Mike Hyde: From housekeeping to St. Mary's Hospital vice president

Mike Hyde poses in his office at St. Mary's Hospital where he serves as chief nursing officer. Hyde started working at the hospital in housekeeping, eventually attended nursing school and has now worked his way up to chief nursing officer.
Mike Hyde poses in his office at St. Mary's Hospital where he serves as chief nursing officer. Hyde started working at the hospital in housekeeping, eventually attended nursing school and has now worked his way up to chief nursing officer.

From housekeeper to vice president over nursing, Mike Hyde has just about done it all at St. Mary's Hospital.

The married father of three started his career at the hospital about 30 years ago, when he was just 20.

"I didn't really know what I wanted to do," Hyde said. "I was getting out of high school. I really didn't want to go to college."

He had no idea that down the road he'd end up with a master's degree.

He had a friend who pointed him toward janitorial service in the hospital.

Hyde began his career at the hospital as a housekeeper. After about a year, he was offered the chance to use on-the-job training to become a surgical technologist - the technician who scrubs in with surgeons during procedures and is responsible for maintaining the sterile area and handing instruments to surgeons.

Surgical technicians "coordinate all the instrumentation and flow during surgery," Hyde said.

Hyde grew up around building trades. His father was a construction worker.

"I saw all the tools and all the cool gadgets in the (emergency room)," he said. "That was appealing to a young man like me, who grew up around construction sites."

People surrounding Hyde took note of his work ethic and his ability to remember information.

They pushed him to look into nursing.

"I worked full time as a tech and went to nursing school," he said. "I obviously became a nurse. That was seven years into my career."

He earned an associate's degree at Lincoln University and took a nursing position in the operating room.

It wasn't long before his colleagues pushed Hyde to take on leadership roles.

"They kept encouraging me all along the way. That's kind of the story," Hyde said. "I'd only been a nurse for three years when I took my first leadership position - manager in the OR."

Within a year, the director of Surgical Services resigned and administrators asked Hyde to fill the role as interim director while they searched for a full-time director. He couldn't officially take the title because he didn't have required education - yet.

"I did end up going back to get my bachelor's degree," Hyde said. "I've been in so many different leadership roles along the way. I couldn't even tell you what they all were."

He built on his experiences and took leadership positions in numerous departments within the hospital - surgical services, interventional services (procedural departments) and others.

SSM Health, the St. Louis-based owner of St. Mary's Hospital, began preparing to build the new location, which opened in 2014 on Mission Drive off Missouri 179. Hyde became involved in plans to make the new hospital more patient-friendly than its predecessor.

"It was a multi-step process. The first thing we did before we even put any designs on paper was talk about what we wanted the patient experience to be like," Hyde said. "Then you go through the exercise of laying out the experience you want patients to have and see how departments sit next to each other."

Only then do planners begin looking at more details.

He has been in charge of the Emergency and the Behavioral Health departments in St. Mary's Hospital. Hyde was selected to be the chief nursing officer of the hospital last February.

"The broader you get, the more capable you'll be at the vice president level role that is responsible for all the nursing care in the hospital," he said. "I'm responsible for everything that has to do with nursing - safe care being No. 1."

The hospital tracks safe- and quality-of-care performance, he said.

Hyde is responsible for monitoring how nurses are doing. If they get off track, he helps find ways to improve.

"Nursing doesn't function independently," he said. "We obviously work with physicians and other departments. We have to figure out how we're all working together."

One project Hyde and staff are working on is improving how patients get out of the Emergency Department and into in-patient beds.

"We recognize that we have opportunities for improvement to make that a smoother process for patients," he said.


= About this task =
Work through the records below and tally every line containing "shows". Reply with the total alone.

= Excerpted data =
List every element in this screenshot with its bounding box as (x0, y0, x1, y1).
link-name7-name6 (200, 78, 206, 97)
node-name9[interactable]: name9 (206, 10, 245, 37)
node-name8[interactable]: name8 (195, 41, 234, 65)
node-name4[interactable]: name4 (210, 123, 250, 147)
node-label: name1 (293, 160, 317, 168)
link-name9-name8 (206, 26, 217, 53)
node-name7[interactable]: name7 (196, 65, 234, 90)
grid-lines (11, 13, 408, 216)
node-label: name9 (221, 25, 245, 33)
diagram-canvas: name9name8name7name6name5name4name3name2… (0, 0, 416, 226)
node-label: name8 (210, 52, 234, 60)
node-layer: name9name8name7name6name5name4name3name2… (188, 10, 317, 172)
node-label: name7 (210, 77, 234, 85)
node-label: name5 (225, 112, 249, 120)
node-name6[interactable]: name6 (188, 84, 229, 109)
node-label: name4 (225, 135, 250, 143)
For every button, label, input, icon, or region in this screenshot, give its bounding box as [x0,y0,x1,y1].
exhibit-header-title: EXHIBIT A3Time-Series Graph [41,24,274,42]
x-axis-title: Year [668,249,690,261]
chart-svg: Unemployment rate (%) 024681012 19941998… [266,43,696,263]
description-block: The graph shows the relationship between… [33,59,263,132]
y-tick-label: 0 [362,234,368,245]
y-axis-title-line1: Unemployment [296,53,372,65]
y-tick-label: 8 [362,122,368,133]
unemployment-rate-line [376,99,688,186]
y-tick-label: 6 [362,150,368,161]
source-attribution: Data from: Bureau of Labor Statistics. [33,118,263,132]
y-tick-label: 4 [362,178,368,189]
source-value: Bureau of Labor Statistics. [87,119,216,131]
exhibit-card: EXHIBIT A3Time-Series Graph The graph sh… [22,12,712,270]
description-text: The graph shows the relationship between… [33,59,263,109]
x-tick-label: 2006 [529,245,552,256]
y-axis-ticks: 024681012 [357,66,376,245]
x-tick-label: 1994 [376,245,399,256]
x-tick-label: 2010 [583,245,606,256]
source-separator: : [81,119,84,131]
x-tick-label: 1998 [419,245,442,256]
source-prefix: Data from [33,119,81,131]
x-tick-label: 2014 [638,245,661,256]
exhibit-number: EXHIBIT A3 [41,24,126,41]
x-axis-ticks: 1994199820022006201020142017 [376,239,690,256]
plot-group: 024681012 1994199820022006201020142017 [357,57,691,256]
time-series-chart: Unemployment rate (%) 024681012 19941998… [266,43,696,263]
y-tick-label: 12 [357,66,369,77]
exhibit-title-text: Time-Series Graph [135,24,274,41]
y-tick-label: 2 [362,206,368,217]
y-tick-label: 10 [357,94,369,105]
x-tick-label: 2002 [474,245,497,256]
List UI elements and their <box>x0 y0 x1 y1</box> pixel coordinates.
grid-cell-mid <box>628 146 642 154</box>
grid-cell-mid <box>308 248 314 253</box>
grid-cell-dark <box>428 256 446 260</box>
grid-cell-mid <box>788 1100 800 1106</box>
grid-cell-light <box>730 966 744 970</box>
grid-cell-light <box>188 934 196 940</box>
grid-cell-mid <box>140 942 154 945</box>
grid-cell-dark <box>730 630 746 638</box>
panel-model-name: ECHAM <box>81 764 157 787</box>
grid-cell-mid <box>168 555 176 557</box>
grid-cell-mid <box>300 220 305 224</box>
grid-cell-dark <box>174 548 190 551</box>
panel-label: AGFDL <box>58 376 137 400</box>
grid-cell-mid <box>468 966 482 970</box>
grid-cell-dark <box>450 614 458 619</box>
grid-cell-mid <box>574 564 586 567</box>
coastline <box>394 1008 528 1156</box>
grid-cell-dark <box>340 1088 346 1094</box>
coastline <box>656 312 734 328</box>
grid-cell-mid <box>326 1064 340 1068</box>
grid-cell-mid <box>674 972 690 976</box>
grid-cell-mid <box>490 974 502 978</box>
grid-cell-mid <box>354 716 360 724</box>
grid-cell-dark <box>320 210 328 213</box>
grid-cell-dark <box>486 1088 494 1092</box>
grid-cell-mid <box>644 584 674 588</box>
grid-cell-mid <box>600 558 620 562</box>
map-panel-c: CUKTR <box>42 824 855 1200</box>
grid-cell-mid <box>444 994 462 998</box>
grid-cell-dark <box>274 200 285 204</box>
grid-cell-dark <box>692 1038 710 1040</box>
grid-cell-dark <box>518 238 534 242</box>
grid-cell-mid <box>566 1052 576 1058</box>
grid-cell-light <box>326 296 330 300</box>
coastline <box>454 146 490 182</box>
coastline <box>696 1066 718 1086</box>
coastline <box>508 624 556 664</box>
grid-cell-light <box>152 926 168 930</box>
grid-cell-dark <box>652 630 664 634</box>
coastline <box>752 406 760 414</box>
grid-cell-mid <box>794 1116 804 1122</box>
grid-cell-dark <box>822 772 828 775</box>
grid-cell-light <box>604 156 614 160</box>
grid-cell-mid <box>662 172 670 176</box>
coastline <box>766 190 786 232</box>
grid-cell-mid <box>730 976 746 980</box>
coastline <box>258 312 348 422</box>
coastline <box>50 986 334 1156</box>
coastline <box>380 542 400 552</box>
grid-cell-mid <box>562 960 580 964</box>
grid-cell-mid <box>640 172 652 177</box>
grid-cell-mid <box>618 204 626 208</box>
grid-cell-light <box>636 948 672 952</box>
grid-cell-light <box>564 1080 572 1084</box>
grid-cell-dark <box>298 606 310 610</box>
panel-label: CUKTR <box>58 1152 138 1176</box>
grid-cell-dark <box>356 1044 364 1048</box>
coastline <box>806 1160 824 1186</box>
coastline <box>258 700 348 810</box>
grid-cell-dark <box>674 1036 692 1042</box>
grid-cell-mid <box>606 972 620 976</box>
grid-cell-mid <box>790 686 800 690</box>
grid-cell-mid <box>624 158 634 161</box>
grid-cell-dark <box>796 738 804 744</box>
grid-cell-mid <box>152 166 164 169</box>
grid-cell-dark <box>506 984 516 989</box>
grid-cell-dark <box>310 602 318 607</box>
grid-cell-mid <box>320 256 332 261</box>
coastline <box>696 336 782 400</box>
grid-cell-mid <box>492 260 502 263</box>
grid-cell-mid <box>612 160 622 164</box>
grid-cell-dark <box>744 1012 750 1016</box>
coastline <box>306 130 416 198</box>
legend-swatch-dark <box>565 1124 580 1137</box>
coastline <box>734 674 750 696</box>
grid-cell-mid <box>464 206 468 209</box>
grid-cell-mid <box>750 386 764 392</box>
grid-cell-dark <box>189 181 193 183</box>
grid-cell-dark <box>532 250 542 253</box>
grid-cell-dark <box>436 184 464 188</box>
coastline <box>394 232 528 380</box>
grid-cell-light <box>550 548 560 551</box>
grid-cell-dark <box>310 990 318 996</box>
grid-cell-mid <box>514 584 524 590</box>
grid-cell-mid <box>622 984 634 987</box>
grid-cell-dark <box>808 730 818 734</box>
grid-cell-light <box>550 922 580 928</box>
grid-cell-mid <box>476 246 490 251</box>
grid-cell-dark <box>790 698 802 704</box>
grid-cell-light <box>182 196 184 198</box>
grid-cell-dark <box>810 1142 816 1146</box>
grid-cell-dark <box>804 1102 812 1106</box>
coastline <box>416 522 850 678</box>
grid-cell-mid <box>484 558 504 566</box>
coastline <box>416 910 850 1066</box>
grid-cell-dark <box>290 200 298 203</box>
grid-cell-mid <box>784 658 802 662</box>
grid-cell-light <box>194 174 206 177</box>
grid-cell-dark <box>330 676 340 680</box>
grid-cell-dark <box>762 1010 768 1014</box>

= Your response =
2